350:549
Index # - 15532
Distribution Requirement: A3
Wednesday - 4:30 p.m.
MU 207
Michael McKeon
The Eighteenth-Century British Novel, Behn to Austen
The major reading for this course begins before the eighteenth century and ends after its conclusion in order to frame an understanding of the British novel in the first century of its existence. Our central texts will be: Aphra Behn, Love-Letters between a Nobleman and His Sister ((1684-87); Daniel Defoe, Robinson Crusoe (1719); Samuel Richardson, Pamela (1740); Henry Fielding, Shamela (1741) and Joseph Andrews (1742); Laurence Sterne, Tristram Shandy (1759-67); Frances Burney, Evelina (1778); and Jane Austen, Pride and Prejudice (1812).
We'll study these narratives in their historical contexts. Each week students will be asked to read a limited amount of contextual material, both primary and secondary, which will provide a distinct body of knowledge aimed at throwing the narratives themselves into relief. Some of this contextual reading will address the immediate political and intellectual contexts of the fictions with which they're read. Most of it will provide a cumulative grounding in a broad range of contemporary circumstance and developments that will make available to all of the narratives the materials for historical interpretation.
This weekly contextual material will be organized around topics like the following: patriarchalism; Tory feminism; the origins of liberalism and capitalism; the scientific revolution and empirical epistemology; Protestantism and secularization; propriety and property; family romance; the replacement of status by class; the replacement of gender by sex; sense and sensibility; the modern idea of the public and the private; the actual and the virtual; the rise of the modern aesthetic; the rise of realism. Class discussions will aim to make use of this cumulative knowledge, where profitable, in interpreting our eight narratives.
Students will be asked to write two papers of about ten pages each on topics of their own devising. I'll be available to help formulate these topics; students will be responsible for discovering pertinent criticism on the narrative(s) they decide to write about.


# Problem to solve:
The required answer is every line of the data containing the word "Other".

======== Information provided

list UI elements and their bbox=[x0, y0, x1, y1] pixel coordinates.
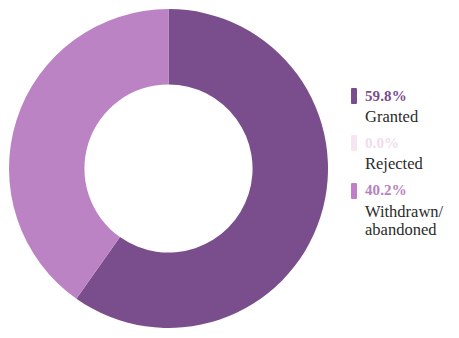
legend-swatch-icon-granted bbox=[351, 88, 357, 104]
chart-legend: 59.8% Granted 0.0% Rejected 40.2% Withdr… bbox=[351, 88, 457, 249]
donut-chart bbox=[9, 9, 328, 328]
legend-label-line: abandoned bbox=[365, 221, 457, 239]
legend-value-withdrawn-abandoned: 40.2% bbox=[365, 183, 407, 198]
legend-label-line: Granted bbox=[365, 108, 457, 126]
legend-value-row: 40.2% bbox=[351, 183, 457, 199]
legend-value-row: 59.8% bbox=[351, 88, 457, 104]
legend-entry-granted[interactable]: 59.8% Granted bbox=[351, 88, 457, 126]
legend-label-granted: Granted bbox=[365, 108, 457, 126]
legend-entry-withdrawn-abandoned[interactable]: 40.2% Withdrawn/ abandoned bbox=[351, 183, 457, 240]
legend-swatch-icon-rejected bbox=[351, 135, 357, 151]
legend-swatch-icon-withdrawn-abandoned bbox=[351, 183, 357, 199]
legend-label-line: Withdrawn/ bbox=[365, 203, 457, 221]
donut-slices bbox=[9, 9, 328, 328]
chart-page: 59.8% Granted 0.0% Rejected 40.2% Withdr… bbox=[0, 0, 459, 338]
legend-value-row: 0.0% bbox=[351, 135, 457, 151]
legend-entry-rejected[interactable]: 0.0% Rejected bbox=[351, 135, 457, 173]
donut-chart-svg bbox=[9, 9, 328, 328]
legend-value-rejected: 0.0% bbox=[365, 136, 399, 151]
legend-label-withdrawn-abandoned: Withdrawn/ abandoned bbox=[365, 203, 457, 240]
legend-label-rejected: Rejected bbox=[365, 155, 457, 173]
legend-value-granted: 59.8% bbox=[365, 89, 407, 104]
legend-label-line: Rejected bbox=[365, 155, 457, 173]
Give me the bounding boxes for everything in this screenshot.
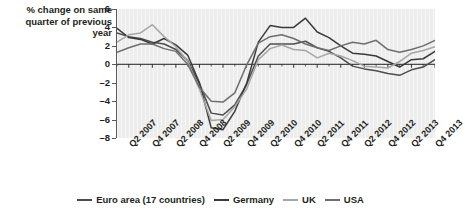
y-axis-tick-label: 0 bbox=[88, 58, 110, 69]
legend-label: Euro area (17 countries) bbox=[96, 194, 205, 205]
y-axis-tick-label: –2 bbox=[88, 77, 110, 88]
y-axis-tick-label: –4 bbox=[88, 95, 110, 106]
legend-swatch-icon bbox=[214, 199, 229, 201]
legend-label: Germany bbox=[233, 194, 274, 205]
legend-swatch-icon bbox=[325, 199, 340, 201]
legend-item[interactable]: Euro area (17 countries) bbox=[77, 194, 205, 205]
y-axis-tick bbox=[112, 27, 116, 28]
chart-legend: Euro area (17 countries)GermanyUKUSA bbox=[0, 194, 441, 205]
y-axis-tick bbox=[112, 138, 116, 139]
legend-label: UK bbox=[302, 194, 316, 205]
y-axis-tick bbox=[112, 83, 116, 84]
series-line bbox=[117, 33, 435, 115]
legend-label: USA bbox=[344, 194, 364, 205]
legend-item[interactable]: UK bbox=[283, 194, 316, 205]
y-axis-tick-label: –6 bbox=[88, 114, 110, 125]
y-axis-tick bbox=[112, 120, 116, 121]
y-axis-tick-label: 6 bbox=[88, 3, 110, 14]
y-axis-tick bbox=[112, 101, 116, 102]
y-axis-tick-label: –8 bbox=[88, 132, 110, 143]
y-axis-tick bbox=[112, 9, 116, 10]
legend-item[interactable]: Germany bbox=[214, 194, 274, 205]
y-axis-tick-label: 2 bbox=[88, 40, 110, 51]
legend-item[interactable]: USA bbox=[325, 194, 364, 205]
y-axis-tick-label: 4 bbox=[88, 21, 110, 32]
y-axis-tick bbox=[112, 64, 116, 65]
legend-swatch-icon bbox=[283, 199, 298, 201]
y-axis-tick bbox=[112, 46, 116, 47]
legend-swatch-icon bbox=[77, 199, 92, 201]
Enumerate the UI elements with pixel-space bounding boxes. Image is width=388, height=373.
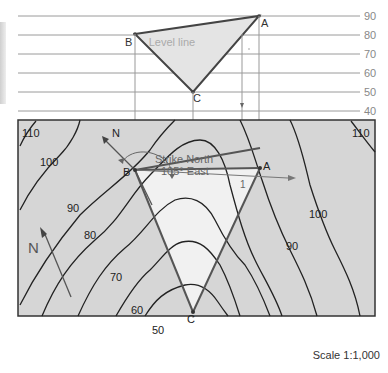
elevation-80: 80 bbox=[364, 29, 376, 41]
contour-label-90-right: 90 bbox=[286, 240, 298, 252]
scale-label: Scale 1:1,000 bbox=[313, 349, 380, 361]
strike-dip-diagram: 90 80 70 60 50 40 Level line B A C bbox=[0, 0, 388, 373]
contour-label-90-left: 90 bbox=[67, 202, 79, 214]
contour-label-110-right: 110 bbox=[352, 127, 370, 139]
map-point-c: C bbox=[187, 313, 195, 325]
north-arrow-label: N bbox=[28, 239, 39, 256]
strike-label-line1: Strike North bbox=[155, 153, 213, 165]
map-point-a: A bbox=[263, 160, 271, 172]
elevation-90: 90 bbox=[364, 10, 376, 22]
section-point-b: B bbox=[125, 36, 132, 48]
elevation-70: 70 bbox=[364, 48, 376, 60]
section-point-c: C bbox=[193, 92, 201, 104]
contour-label-50: 50 bbox=[152, 324, 164, 336]
contour-label-60: 60 bbox=[131, 304, 143, 316]
contour-label-80: 80 bbox=[84, 229, 96, 241]
elevation-60: 60 bbox=[364, 67, 376, 79]
contour-label-70: 70 bbox=[110, 271, 122, 283]
elevation-labels: 90 80 70 60 50 40 bbox=[364, 10, 376, 117]
section-point-a: A bbox=[261, 17, 269, 29]
dip-marker: 1 bbox=[240, 179, 246, 190]
elevation-50: 50 bbox=[364, 86, 376, 98]
contour-label-100-left: 100 bbox=[40, 156, 58, 168]
strike-label-line2: 105° East bbox=[161, 165, 209, 177]
contour-label-100-right: 100 bbox=[309, 208, 327, 220]
level-line-label: Level line bbox=[149, 36, 195, 48]
map-point-b: B bbox=[123, 166, 130, 178]
elevation-40: 40 bbox=[364, 105, 376, 117]
north-line-label: N bbox=[112, 127, 120, 139]
contour-label-110-left: 110 bbox=[22, 127, 40, 139]
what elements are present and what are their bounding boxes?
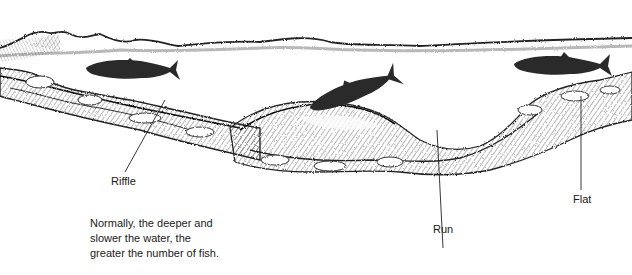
- caption-line: greater the number of fish.: [90, 246, 219, 261]
- fish-icon: [514, 52, 612, 76]
- fish-icon: [86, 58, 180, 80]
- run-label: Run: [433, 224, 453, 235]
- run-channel-bed: [230, 72, 632, 175]
- flat-label: Flat: [573, 194, 591, 205]
- caption-line: Normally, the deeper and: [90, 216, 219, 231]
- caption-line: slower the water, the: [90, 231, 219, 246]
- caption: Normally, the deeper and slower the wate…: [90, 216, 219, 261]
- riffle-label: Riffle: [111, 176, 136, 187]
- riffle-bed: [0, 68, 260, 160]
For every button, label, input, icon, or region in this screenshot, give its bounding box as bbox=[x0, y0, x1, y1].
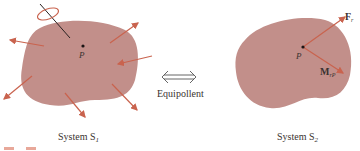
system2-caption-text: System S bbox=[277, 131, 315, 142]
equipollent-label: Equipollent bbox=[157, 88, 204, 99]
system2-caption-sub: 2 bbox=[315, 136, 319, 144]
point-p-label-s2: P bbox=[296, 51, 302, 61]
system1-caption: System S1 bbox=[58, 131, 99, 144]
diagram-canvas bbox=[0, 0, 360, 151]
force-subscript: r bbox=[351, 17, 353, 23]
point-p-s2 bbox=[301, 45, 304, 48]
moment-subscript: rP bbox=[329, 72, 335, 78]
equipollent-arrow-icon bbox=[162, 71, 196, 83]
figure-caption-fragment bbox=[0, 146, 40, 151]
couple-swirl-icon bbox=[36, 6, 60, 23]
system1-caption-text: System S bbox=[58, 131, 96, 142]
rigid-body-s2 bbox=[235, 18, 351, 108]
point-p-s1 bbox=[81, 44, 84, 47]
system2-caption: System S2 bbox=[277, 131, 318, 144]
moment-label: MrP bbox=[320, 66, 335, 78]
system1-caption-sub: 1 bbox=[96, 136, 100, 144]
point-p-label-s1: P bbox=[79, 50, 85, 60]
force-label: Fr bbox=[345, 11, 353, 23]
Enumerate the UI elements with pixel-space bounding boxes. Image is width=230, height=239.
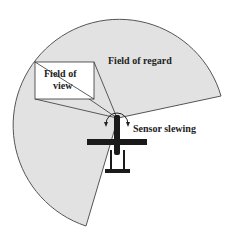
slew-arrow-right-icon [126,122,130,127]
field-of-view-label-line2: view [53,80,72,91]
sensor-slewing-label: Sensor slewing [133,123,196,134]
diagram-canvas [0,0,230,239]
field-of-regard-label: Field of regard [108,55,172,66]
field-of-view-label-line1: Field of [44,68,77,79]
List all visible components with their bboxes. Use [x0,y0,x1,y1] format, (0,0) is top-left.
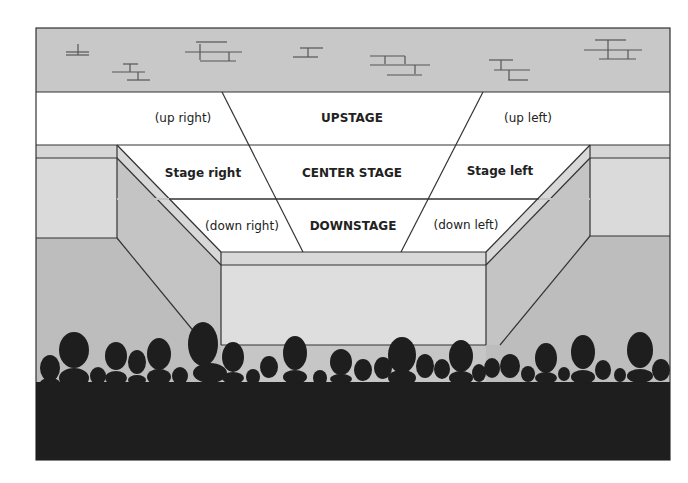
right-wing-top [590,145,670,158]
stage-directions-diagram: (up right) UPSTAGE (up left) Stage right… [0,0,688,483]
label-downstage: DOWNSTAGE [310,219,397,233]
label-stage-left: Stage left [467,164,534,178]
label-up-left: (up left) [504,111,552,125]
right-wing-face [590,158,670,236]
label-up-right: (up right) [155,111,212,125]
label-center-stage: CENTER STAGE [302,166,402,180]
label-upstage: UPSTAGE [321,111,383,125]
left-wing-top [36,145,117,158]
label-down-left: (down left) [434,218,499,232]
label-down-right: (down right) [205,219,279,233]
left-wing-face [36,158,117,238]
backdrop-wall [36,28,670,92]
stage-front-face [221,265,486,345]
label-stage-right: Stage right [165,166,242,180]
stage-front-lip [221,252,486,265]
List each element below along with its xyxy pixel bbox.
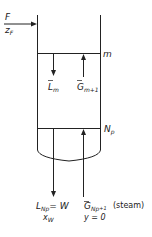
steam-arrow-icon — [81, 129, 86, 135]
column-bottom-head — [38, 150, 101, 161]
stripping-column-diagram: F zF m Lm Gm+1 Np LNp= W xW GNp+1 (steam… — [0, 0, 152, 237]
feed-composition: zF — [4, 25, 14, 36]
bottoms-composition: xW — [42, 213, 55, 223]
feed-stream: F zF — [4, 12, 37, 36]
liquid-m-label: Lm — [48, 82, 59, 93]
liquid-down-arrow-icon — [51, 70, 56, 76]
tray-m-label: m — [103, 49, 112, 59]
bottoms-label: LNp= W — [36, 201, 70, 213]
steam-label: GNp+1 — [84, 201, 107, 213]
vapor-m-label: Gm+1 — [77, 82, 99, 93]
feed-label: F — [5, 12, 11, 22]
feed-arrow-icon — [31, 22, 37, 27]
tray-np-label: Np — [104, 124, 115, 136]
steam-note: (steam) — [113, 201, 144, 210]
steam-composition: y = 0 — [83, 213, 106, 222]
bottoms-arrow-icon — [51, 191, 56, 197]
vapor-up-arrow-icon — [81, 54, 86, 60]
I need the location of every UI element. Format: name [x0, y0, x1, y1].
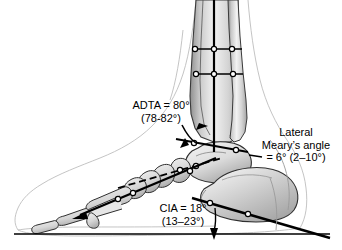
meary-label: Lateral Meary’s angle = 6° (2–10°): [251, 126, 341, 164]
adta-label: ADTA = 80° (78-82°): [118, 99, 204, 124]
cia-label-line1: CIA = 18°: [143, 202, 223, 215]
adta-leader-line: [170, 30, 183, 100]
cia-label-line2: (13–23°): [143, 215, 223, 228]
adta-label-line2: (78-82°): [118, 112, 204, 125]
meary-label-line3: = 6° (2–10°): [251, 151, 341, 164]
meary-label-line2: Meary’s angle: [251, 139, 341, 152]
meary-label-line1: Lateral: [251, 126, 341, 139]
adta-label-line1: ADTA = 80°: [118, 99, 204, 112]
anatomical-figure: ADTA = 80° (78-82°) Lateral Meary’s angl…: [0, 0, 342, 250]
cia-label: CIA = 18° (13–23°): [143, 202, 223, 227]
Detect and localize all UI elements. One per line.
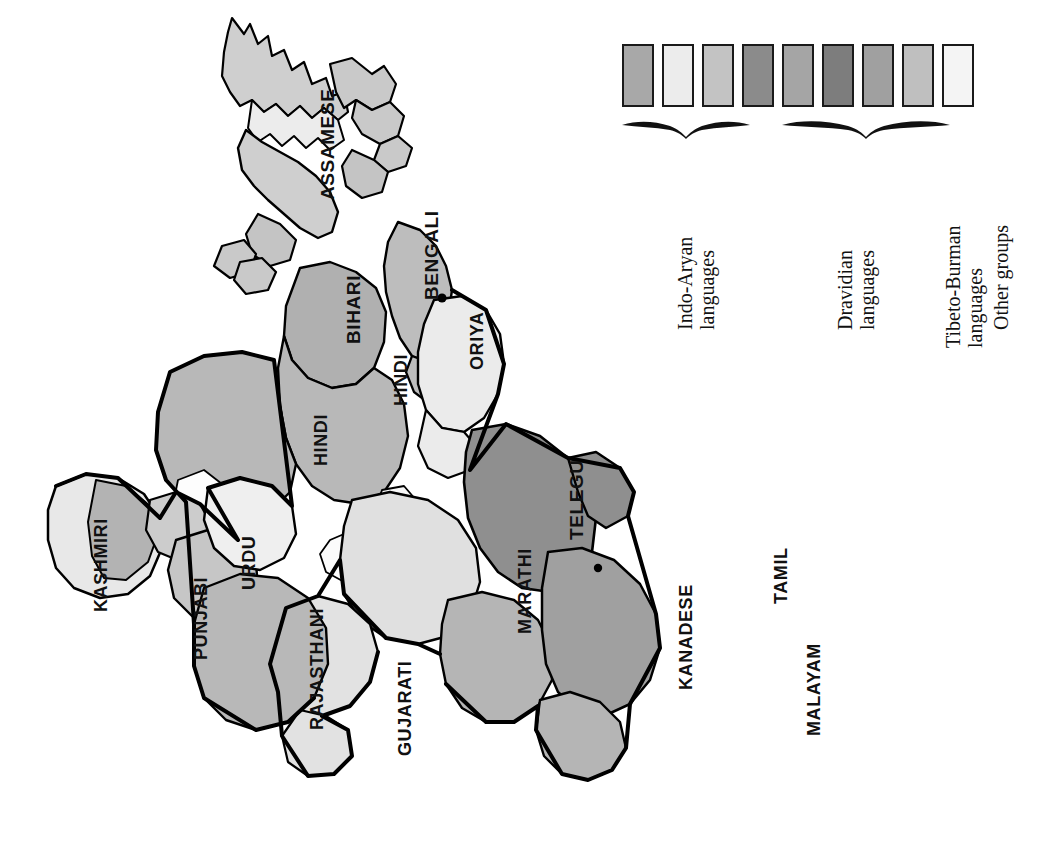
language-map-figure: ASSAMESE BENGALI BIHARI HINDI ORIYA HIND…	[0, 0, 1047, 867]
legend-label-dravidian: Dravidian languages	[834, 250, 879, 330]
legend-label-tibeto-burman-line1: Tibeto-Burman	[942, 225, 964, 348]
region-northeast-hills-a	[330, 58, 396, 110]
region-assamese-north	[222, 18, 348, 120]
legend-swatch-row	[622, 44, 974, 107]
legend-label-tibeto-burman: Tibeto-Burman languages	[942, 225, 987, 348]
legend-label-other-groups-line1: Other groups	[990, 225, 1012, 330]
legend-swatch-6	[822, 44, 854, 107]
legend-label-indo-aryan-line1: Indo-Aryan	[674, 237, 696, 330]
legend-swatch-9	[942, 44, 974, 107]
legend-label-indo-aryan-line2: languages	[696, 237, 718, 330]
legend-swatch-1	[622, 44, 654, 107]
legend-swatch-4	[742, 44, 774, 107]
legend-swatch-3	[702, 44, 734, 107]
legend-label-dravidian-line2: languages	[856, 250, 878, 330]
legend-swatch-8	[902, 44, 934, 107]
legend-label-other-groups: Other groups	[990, 225, 1012, 330]
legend-label-indo-aryan: Indo-Aryan languages	[674, 237, 719, 330]
brace-indo-aryan	[620, 116, 752, 142]
legend-label-dravidian-line1: Dravidian	[834, 250, 856, 330]
map-label-malayam: MALAYAM	[805, 643, 823, 736]
legend-swatch-7	[862, 44, 894, 107]
city-dot-kolkata	[437, 293, 446, 302]
legend-swatch-2	[662, 44, 694, 107]
legend: Indo-Aryan languages Dravidian languages…	[612, 30, 1032, 350]
map-container: ASSAMESE BENGALI BIHARI HINDI ORIYA HIND…	[0, 0, 700, 867]
region-kanadese	[440, 592, 552, 722]
legend-label-tibeto-burman-line2: languages	[964, 225, 986, 348]
map-label-tamil: TAMIL	[772, 547, 790, 604]
city-dot-chennai	[594, 564, 602, 572]
brace-dravidian	[780, 116, 952, 142]
india-language-map	[0, 0, 700, 867]
legend-swatch-5	[782, 44, 814, 107]
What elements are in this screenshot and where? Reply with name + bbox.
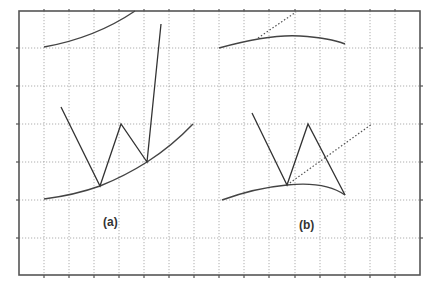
panel-b-bottom-dotted-extension (287, 124, 372, 185)
panel-b-bottom-curve (222, 184, 345, 200)
panel-b-label: (b) (299, 218, 314, 232)
panel-a-bottom-curve (44, 124, 193, 199)
diagram-canvas: (a) (b) (0, 0, 439, 292)
diagram-svg (0, 0, 439, 292)
panel-a-top-curve (44, 11, 135, 47)
panel-b-top-dotted-extension (258, 12, 296, 38)
panel-a-label: (a) (103, 215, 118, 229)
panel-b (219, 12, 372, 200)
panel-b-top-curve (219, 36, 345, 48)
panel-a (44, 11, 193, 199)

================

# Expected answer:
legend-label-other-groups-line1: Other groups	[990, 225, 1012, 330]
legend-label-other-groups: Other groups	[990, 225, 1012, 330]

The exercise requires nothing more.